- About this task
Lines before the one containing "Task: Click on the header-function: Function" are excluded; retype that line and all remaining lines of the material exactly.
........
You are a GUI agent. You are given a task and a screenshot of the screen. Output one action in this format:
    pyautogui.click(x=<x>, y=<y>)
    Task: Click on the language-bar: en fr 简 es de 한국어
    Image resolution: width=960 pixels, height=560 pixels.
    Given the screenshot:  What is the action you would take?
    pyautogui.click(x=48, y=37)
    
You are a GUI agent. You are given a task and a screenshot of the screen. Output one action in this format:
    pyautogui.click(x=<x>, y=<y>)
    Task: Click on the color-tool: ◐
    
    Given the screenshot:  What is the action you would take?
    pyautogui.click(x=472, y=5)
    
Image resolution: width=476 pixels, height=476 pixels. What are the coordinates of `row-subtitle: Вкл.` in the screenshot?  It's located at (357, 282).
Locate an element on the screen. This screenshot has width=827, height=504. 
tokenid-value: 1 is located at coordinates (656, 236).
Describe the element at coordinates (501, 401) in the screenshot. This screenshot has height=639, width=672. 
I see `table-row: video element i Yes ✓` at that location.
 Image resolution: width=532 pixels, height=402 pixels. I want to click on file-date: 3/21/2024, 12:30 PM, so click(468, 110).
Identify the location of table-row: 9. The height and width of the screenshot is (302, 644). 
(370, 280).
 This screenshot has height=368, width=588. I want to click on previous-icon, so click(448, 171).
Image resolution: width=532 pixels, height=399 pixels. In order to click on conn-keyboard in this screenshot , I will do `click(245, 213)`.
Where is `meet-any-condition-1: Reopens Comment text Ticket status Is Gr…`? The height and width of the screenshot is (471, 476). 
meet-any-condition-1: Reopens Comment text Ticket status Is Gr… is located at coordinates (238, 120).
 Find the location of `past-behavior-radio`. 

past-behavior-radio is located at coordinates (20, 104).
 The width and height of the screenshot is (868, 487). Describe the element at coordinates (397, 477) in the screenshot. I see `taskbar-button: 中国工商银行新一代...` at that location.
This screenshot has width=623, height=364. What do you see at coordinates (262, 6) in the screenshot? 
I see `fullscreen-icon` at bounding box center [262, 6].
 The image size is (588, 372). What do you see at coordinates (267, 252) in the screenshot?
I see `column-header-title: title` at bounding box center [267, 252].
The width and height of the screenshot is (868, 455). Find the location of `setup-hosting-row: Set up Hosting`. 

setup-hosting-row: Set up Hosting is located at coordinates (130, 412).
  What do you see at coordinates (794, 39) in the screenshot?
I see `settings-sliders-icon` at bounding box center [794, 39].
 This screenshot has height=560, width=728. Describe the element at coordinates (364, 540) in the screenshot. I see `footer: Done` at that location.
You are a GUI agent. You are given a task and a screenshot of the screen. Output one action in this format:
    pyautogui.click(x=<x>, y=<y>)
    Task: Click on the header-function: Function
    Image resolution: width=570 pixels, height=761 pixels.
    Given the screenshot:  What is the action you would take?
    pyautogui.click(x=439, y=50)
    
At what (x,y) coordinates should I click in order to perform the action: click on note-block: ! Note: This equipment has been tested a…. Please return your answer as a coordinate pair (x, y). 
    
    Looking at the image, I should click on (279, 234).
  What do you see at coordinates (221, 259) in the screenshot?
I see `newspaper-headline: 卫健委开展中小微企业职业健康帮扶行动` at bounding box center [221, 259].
........
- Exercise answer
    Task: Click on the header-function: Function
    Image resolution: width=570 pixels, height=761 pixels.
    Given the screenshot:  What is the action you would take?
    pyautogui.click(x=439, y=50)
    
At what (x,y) coordinates should I click in order to perform the action: click on note-block: ! Note: This equipment has been tested a…. Please return your answer as a coordinate pair (x, y). 
    
    Looking at the image, I should click on (279, 234).
  What do you see at coordinates (221, 259) in the screenshot?
I see `newspaper-headline: 卫健委开展中小微企业职业健康帮扶行动` at bounding box center [221, 259].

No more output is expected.